Seventh Graders Suspended For Nine Months For Playing With Toy Gun… AT HOME
Parents outraged: “Not a school issue”
Steve Watson
Last week, in the wake of the Navy Yard shooting in Washington DC, we predicted that we’d see another wave of knee jerk overreactions to anyone doing anything with any object that even remotely looks like a gun – sadly we were right.
The latest incident occurred in Virginia, where a seventh grader and his friend have been suspended from school for playing with a toy gun, in the boy’s own front yard, outside of school hours.

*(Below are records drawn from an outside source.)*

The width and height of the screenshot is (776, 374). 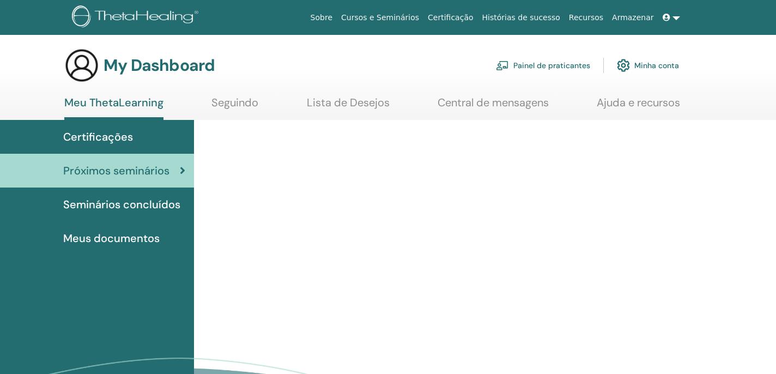 What do you see at coordinates (648, 65) in the screenshot?
I see `a: Minha conta` at bounding box center [648, 65].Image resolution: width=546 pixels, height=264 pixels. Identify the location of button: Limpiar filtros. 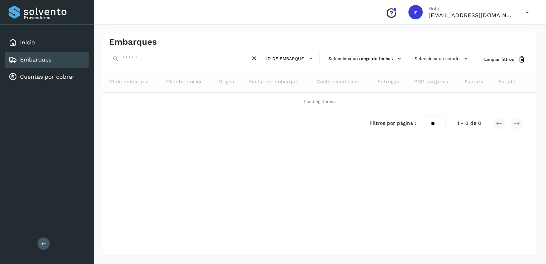
(505, 59).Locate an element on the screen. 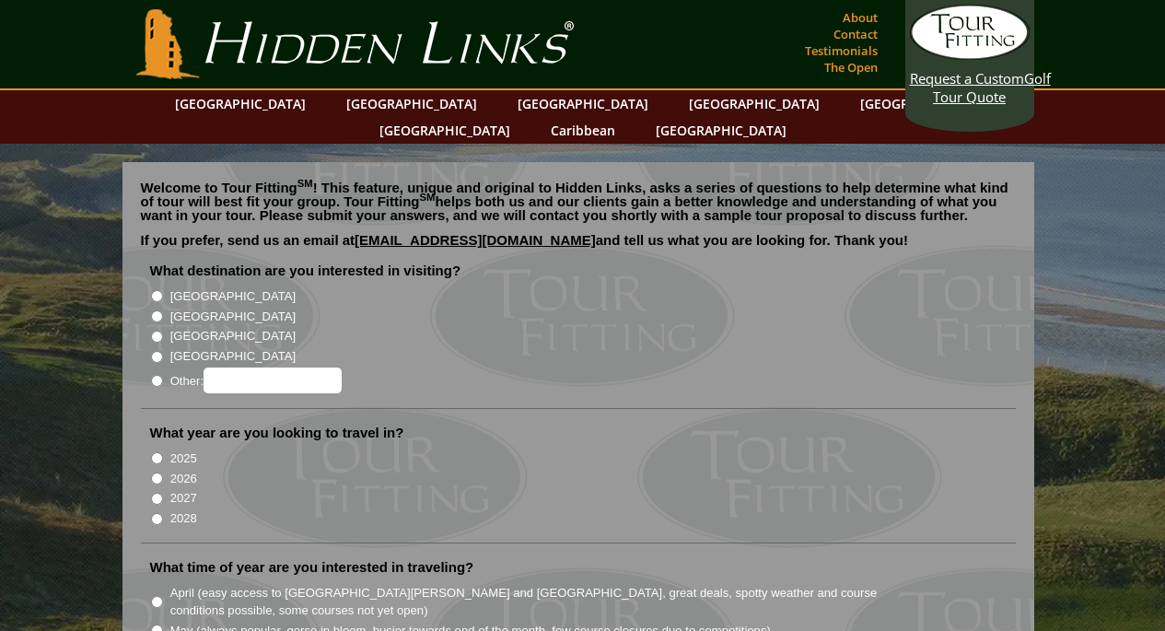 This screenshot has height=631, width=1165. label: What year are you looking to travel in? is located at coordinates (277, 433).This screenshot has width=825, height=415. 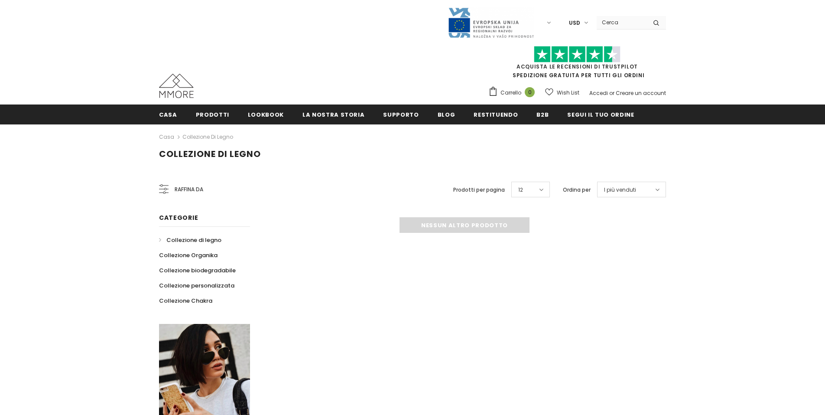 What do you see at coordinates (491, 23) in the screenshot?
I see `img: Javni Razpis` at bounding box center [491, 23].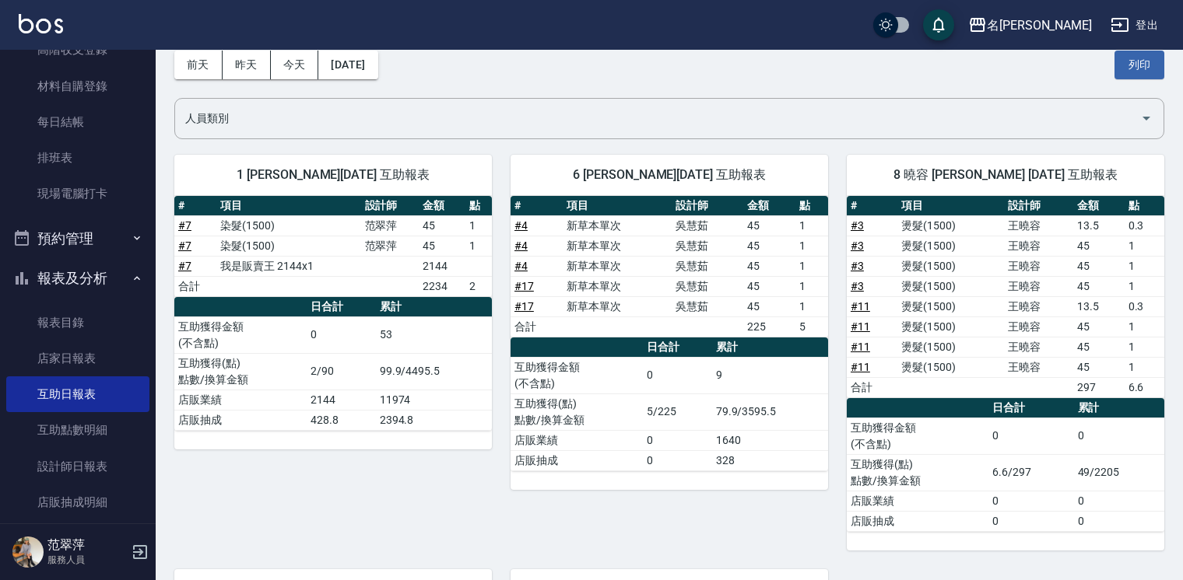 The height and width of the screenshot is (580, 1183). I want to click on td: 79.9/3595.5, so click(770, 412).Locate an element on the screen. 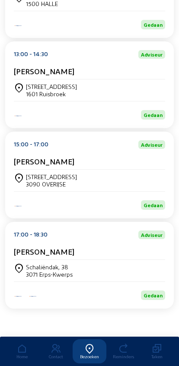 The width and height of the screenshot is (179, 366). div: 1601 Ruisbroek is located at coordinates (51, 94).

WAVY-TV reports that while waiting for the school bus, the boys were fooling around with an airsoft replica handgun, shooting plastic pellets at a target attached to a tree, with a safety net rigged up to catch any off target pellets.

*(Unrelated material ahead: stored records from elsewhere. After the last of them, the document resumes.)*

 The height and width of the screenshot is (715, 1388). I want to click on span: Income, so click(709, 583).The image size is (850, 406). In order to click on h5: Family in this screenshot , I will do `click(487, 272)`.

A neighbor saw them and called in a complaint to police. The caller even acknowledged that the gun wasn’t real, telling the 911 dispatcher “This is not a real one, but it makes people uncomfortable. I know that it makes me (uncomfortable), as a mom, to see a boy pointing a gun.”
When the Virginia Beach City Public School System got wind of the incident, the principal of Larkspur Middle School, decided to suspend the two boys, Khalid Caraballo and Aidan Clark, for the next nine months, and even recommended that the boys be “expelled for a year” for possession, handling and use of a firearm.
In a letter, the principal claims that the boys “shot at people near the bus stop,” while their parents and the boys strongly refute the accusation, noting that the gun never left the yard and was left there when the school bus arrived. There are also multiple discrepancies between the principal’s claims and the boys’ account of what happened.
“My son is my private property.” said Khalid’s mother, Solangel Caraballo. “He does not become the school’s property until he goes to the bus stop, gets on the bus, and goes to school.”
“How dare he disobey me,” the mother added, “but this is a home issue. It’s not a school issue and it won’t happen again. He will never do this again.”
While maintaining that he has never taken the toy gun to school, Khalid expressed remorse, noting “It’s terrible. I won’t get the chance to go to a good college. It’s on your school record. The school said I had possession of a firearm. They aren’t going to ask me any questions. They are going to think it was a real gun, and I was trying to hurt someone. They will say ‘oh, we can’t accept you.’”
The city code indicates that it is not a violation to fire such airsoft guns on private property as long as “reasonable care” is exercised, and the fired projectiles are reasonably contained. Police would not comment on the specifics of the case, but said that they do not proactively seek out to enforce the code in such incidents involving pneumatic guns.
Caraballo will attend an alternative school, while the other boy, Clark, will now be homeschooled at the behest of his parents. A hearing will be held in January to determine if they will be allowed back to the Larkspur school.
This is the third incident of it’s kind in recent days, with a 9-year-old in Michigan being indefinitely suspended for pretending a plastic toy was a gun, and a 15 year old in Louisiana being jailed for “shooting” people using an iPhone app.
Following last year’s Sandy Hook tragedy, we documented a spate of similar incidents involving bubble guns, lego guns and even food bitten into the shape of a gun.